I'm not a runner, but let's start with running. The New York Times published a few days ago an article about wavelights the controversy around them.
It starts with pacers - sets of people who run in front of a runner at a fixed pre-arranged pace. This helps runners optimize their speed (too fast and you get tired before the finish line, too slow and... well, you're too slow), which has been one of the factors helping break records. This was originally controversial. But it helps performance, and the social and business negotiations that are always behind the determination of what's allowed and what's not in any field converged towards acceptance.
Wavelights are the hardware-only version of this: LED lights along a running track programmed to move at a speed optimized to help break a record. In the simplest case, the lights move at the pace of the record you want to break, and the intended strategy is to keep up with them during most of the run and push forward near the last moment. It's not the only speed profile that breaks a record, but if you can follow it it does break the record.
So how does this relate to AI?
Ask yourself this: how do wavelights or pacers make the runner faster? It's not because it improves their physiology or biomechanics. Rather, they provide strategic guidance — how fast to run at any given time — that helps optimize results. That the strategy is fixed right now it's an algorithmic detail; it's easy to imagine variations where physiological sensors and runner-specific models adjust wavelight speed in real time to get the best possible time from the runner. This is something that untrained humans are very bad at, and even trained humans (e.g. runners) can't do as well as the external systems, specially if they are further augmented by physiological information and models. Interoceptive and time senses — how your body is doing, and how much time has passed — can be very much improved by training, but sensors and clocks are better, which is why watches, pacers, and wavelights, without adding anything to the physiology or biomechanics of the runner, improves their performance.
In ways that matters in the context of running, wavelights are AIs that make runners smarter, and therefore more effective. This isn't intelligence in the sense of more complex algorithms, but rather simple algorithms with more precise inputs.
Conceptually speaking, the argument works with wavelights as they exist (or even wristwatches) but we can spruce it up by thinking about the combination of sensors and customized physiological profiles. This would not just offload the decision of how fast to run, but also most likely improve it — another speed-up based not on changing physiology but on offloading what's ultimately a strategic process.
The two takeaways you want to take for general applications are:
- More things that you would think are dynamic strategic problems. If you can improve running by offloading a (barely conscious) decision process, you can improve pretty much everything, even the processes you think are too straightforward or "human."
- Understanding what you want to optimize, what you need to control, and what information is directly relevant to this is much — much, much, much — more important than algorithmic sophistication, whether in the form of complex neural networks, Large Language Models, or anything else.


** Exercise requirements **
Your answer should be the lines of the material that include the word "stem".

** Data provided **

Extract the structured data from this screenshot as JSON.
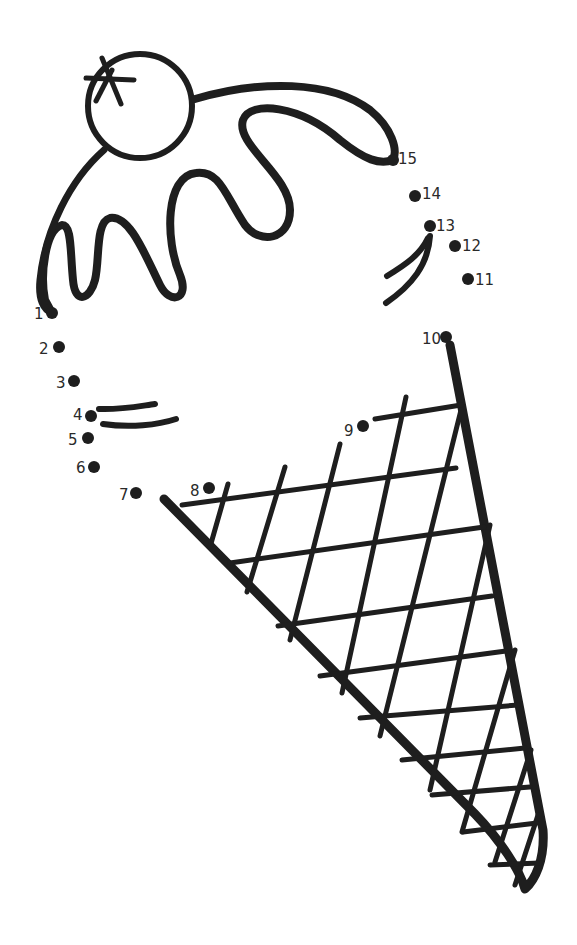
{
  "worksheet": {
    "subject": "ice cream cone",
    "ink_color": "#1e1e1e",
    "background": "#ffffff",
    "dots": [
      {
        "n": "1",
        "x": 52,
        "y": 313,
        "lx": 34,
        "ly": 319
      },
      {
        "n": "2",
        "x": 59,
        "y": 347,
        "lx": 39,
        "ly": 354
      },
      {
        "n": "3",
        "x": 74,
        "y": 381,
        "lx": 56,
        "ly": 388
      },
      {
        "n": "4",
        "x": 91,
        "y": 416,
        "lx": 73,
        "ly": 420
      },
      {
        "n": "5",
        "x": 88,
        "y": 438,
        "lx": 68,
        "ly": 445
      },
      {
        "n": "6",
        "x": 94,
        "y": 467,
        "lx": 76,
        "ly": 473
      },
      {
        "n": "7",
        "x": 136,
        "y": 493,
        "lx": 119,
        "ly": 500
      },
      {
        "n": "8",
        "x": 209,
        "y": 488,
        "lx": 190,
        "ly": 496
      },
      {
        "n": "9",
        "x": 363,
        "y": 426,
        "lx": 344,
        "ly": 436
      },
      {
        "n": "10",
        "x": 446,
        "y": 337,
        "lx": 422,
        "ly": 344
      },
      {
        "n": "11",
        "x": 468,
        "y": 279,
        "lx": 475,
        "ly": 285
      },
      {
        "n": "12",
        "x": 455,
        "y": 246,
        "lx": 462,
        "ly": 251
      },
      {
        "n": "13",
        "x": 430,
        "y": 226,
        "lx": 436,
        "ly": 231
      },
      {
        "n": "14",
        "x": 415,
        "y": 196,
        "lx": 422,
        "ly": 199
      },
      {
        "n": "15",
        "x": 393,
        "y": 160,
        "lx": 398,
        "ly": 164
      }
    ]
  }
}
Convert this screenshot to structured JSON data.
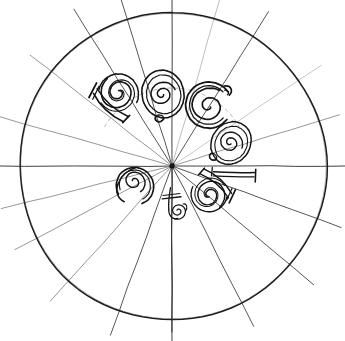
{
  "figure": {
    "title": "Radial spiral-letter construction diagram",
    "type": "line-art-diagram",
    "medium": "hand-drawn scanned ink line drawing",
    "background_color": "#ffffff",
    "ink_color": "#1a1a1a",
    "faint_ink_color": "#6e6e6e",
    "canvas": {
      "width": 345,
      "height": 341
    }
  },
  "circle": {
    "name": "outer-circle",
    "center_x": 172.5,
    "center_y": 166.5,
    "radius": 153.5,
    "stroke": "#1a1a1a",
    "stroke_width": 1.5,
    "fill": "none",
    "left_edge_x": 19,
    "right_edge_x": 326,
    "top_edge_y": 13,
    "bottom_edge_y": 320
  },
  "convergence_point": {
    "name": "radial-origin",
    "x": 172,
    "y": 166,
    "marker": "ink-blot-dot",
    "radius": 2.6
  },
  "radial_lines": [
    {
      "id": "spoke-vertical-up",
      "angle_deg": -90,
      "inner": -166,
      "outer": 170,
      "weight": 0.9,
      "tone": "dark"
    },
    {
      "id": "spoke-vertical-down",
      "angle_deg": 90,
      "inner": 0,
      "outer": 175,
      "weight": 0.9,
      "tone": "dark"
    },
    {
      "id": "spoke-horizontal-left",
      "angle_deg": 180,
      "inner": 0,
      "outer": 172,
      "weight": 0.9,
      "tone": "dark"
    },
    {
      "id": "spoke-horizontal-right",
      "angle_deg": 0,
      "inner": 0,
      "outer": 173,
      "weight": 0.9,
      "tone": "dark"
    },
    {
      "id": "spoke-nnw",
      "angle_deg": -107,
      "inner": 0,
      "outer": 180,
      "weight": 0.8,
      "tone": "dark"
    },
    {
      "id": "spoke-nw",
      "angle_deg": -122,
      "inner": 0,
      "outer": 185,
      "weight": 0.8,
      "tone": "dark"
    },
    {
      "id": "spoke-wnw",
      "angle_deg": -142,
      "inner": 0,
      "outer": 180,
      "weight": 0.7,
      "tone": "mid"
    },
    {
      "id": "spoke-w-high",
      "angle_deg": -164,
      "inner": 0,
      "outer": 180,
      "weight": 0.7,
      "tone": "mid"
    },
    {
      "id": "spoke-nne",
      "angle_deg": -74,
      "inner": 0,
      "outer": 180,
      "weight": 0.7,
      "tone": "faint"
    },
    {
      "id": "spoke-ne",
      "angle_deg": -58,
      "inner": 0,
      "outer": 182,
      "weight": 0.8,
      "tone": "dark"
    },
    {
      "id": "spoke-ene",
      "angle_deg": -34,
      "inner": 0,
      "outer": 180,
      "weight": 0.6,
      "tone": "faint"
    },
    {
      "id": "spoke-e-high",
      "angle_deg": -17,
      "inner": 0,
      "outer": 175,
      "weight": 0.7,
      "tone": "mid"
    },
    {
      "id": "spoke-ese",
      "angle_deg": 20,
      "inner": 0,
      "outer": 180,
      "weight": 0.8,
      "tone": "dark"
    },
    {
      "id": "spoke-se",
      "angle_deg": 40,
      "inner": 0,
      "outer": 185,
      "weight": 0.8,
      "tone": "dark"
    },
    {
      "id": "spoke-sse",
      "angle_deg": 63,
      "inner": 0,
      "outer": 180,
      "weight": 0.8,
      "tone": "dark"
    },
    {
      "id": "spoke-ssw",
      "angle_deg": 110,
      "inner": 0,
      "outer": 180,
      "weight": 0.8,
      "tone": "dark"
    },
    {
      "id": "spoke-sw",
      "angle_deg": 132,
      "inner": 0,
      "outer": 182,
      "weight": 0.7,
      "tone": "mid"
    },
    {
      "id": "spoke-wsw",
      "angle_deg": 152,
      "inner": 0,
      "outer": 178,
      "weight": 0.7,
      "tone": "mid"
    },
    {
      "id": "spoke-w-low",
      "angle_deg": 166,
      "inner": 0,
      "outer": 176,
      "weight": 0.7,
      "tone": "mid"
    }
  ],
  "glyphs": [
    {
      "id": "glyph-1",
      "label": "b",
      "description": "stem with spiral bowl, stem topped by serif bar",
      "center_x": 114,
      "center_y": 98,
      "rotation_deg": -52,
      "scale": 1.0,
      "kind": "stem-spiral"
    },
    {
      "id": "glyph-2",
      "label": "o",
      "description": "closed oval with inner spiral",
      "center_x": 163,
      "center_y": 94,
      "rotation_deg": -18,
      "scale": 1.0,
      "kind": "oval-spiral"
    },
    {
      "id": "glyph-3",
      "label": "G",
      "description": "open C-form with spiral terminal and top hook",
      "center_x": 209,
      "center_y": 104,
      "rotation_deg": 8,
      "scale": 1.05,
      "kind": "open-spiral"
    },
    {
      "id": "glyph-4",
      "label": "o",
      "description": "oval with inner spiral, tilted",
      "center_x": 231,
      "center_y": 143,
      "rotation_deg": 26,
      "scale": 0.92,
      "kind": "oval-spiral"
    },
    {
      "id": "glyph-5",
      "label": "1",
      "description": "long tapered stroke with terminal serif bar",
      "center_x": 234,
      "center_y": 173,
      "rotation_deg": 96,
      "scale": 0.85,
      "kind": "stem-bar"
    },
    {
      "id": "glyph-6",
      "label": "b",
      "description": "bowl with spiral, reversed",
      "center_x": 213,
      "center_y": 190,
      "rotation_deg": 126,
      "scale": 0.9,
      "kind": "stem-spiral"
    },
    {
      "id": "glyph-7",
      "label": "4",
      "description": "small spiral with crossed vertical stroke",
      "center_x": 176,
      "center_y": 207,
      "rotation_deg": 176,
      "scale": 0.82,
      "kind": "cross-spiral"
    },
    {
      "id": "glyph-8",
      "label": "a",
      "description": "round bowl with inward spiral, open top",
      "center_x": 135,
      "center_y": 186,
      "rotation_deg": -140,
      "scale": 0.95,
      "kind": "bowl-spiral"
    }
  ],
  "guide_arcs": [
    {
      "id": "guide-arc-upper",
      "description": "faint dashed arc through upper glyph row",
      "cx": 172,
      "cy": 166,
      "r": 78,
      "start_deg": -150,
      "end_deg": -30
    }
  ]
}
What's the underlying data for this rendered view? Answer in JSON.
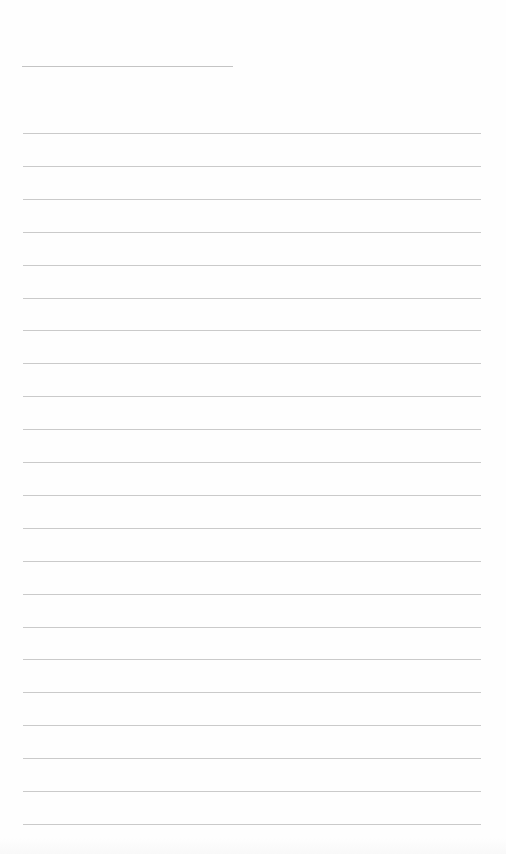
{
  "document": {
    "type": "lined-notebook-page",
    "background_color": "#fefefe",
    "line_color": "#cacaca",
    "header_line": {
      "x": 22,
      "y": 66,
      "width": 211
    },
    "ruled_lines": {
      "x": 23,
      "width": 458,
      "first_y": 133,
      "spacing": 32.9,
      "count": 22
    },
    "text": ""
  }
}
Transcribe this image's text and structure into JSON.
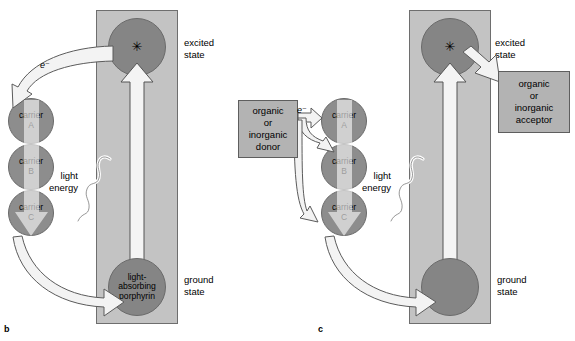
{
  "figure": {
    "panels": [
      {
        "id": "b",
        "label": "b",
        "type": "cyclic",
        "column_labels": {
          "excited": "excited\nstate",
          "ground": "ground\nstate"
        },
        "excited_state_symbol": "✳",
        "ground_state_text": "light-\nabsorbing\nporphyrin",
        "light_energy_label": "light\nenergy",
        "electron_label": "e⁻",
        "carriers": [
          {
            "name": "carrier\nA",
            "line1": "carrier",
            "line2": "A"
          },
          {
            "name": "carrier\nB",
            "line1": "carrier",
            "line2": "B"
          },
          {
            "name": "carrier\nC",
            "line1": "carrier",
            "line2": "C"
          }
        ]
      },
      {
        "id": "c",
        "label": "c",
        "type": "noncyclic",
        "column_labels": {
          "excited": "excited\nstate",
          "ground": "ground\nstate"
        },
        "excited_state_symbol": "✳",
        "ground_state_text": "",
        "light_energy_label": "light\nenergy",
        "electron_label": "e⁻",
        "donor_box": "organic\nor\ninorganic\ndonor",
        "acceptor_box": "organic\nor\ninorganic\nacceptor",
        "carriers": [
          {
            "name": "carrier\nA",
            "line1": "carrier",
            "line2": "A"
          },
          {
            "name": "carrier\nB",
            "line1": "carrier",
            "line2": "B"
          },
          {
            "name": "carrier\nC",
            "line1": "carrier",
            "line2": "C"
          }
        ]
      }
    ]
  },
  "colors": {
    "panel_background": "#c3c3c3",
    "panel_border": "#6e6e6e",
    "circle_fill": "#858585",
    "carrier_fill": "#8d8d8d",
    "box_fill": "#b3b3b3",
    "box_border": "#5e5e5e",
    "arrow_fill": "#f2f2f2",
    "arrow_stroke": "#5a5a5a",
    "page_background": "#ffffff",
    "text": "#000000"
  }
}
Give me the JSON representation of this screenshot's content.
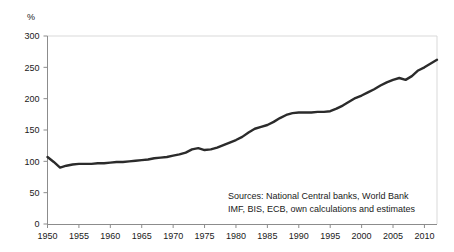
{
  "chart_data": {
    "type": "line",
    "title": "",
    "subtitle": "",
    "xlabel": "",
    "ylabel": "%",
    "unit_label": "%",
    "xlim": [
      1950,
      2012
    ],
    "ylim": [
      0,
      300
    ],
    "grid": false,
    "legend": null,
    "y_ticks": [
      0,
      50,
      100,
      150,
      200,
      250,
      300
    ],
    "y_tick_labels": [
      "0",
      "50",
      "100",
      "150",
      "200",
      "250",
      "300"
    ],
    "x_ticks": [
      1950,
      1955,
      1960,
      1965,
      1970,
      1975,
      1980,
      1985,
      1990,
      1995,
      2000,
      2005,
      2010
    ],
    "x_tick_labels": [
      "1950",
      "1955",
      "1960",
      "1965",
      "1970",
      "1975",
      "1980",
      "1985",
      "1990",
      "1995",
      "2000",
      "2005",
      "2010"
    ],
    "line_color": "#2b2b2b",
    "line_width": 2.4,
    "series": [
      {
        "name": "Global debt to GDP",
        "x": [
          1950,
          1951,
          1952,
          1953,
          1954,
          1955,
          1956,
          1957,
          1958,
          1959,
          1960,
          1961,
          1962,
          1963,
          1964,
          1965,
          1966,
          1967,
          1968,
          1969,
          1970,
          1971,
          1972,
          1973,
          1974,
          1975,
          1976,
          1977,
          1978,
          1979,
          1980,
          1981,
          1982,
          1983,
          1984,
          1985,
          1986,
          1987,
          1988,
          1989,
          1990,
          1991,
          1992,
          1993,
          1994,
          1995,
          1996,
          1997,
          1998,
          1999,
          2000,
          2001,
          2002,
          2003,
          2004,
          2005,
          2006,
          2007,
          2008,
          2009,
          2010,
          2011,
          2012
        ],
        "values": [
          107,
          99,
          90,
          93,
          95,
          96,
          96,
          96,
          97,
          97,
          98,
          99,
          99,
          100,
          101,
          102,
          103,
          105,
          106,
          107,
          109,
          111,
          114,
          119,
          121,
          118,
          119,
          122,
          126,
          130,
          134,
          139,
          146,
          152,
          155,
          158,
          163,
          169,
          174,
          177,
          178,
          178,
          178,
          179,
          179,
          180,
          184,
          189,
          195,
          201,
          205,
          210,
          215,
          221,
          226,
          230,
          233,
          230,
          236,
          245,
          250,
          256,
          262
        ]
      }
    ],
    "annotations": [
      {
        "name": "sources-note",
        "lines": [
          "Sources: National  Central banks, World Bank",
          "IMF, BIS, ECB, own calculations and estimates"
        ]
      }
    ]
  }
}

** Answer to this task **
      "description": "stem with spiral bowl, stem topped by serif bar",
      "kind": "stem-spiral"
      "kind": "stem-bar"
      "kind": "stem-spiral"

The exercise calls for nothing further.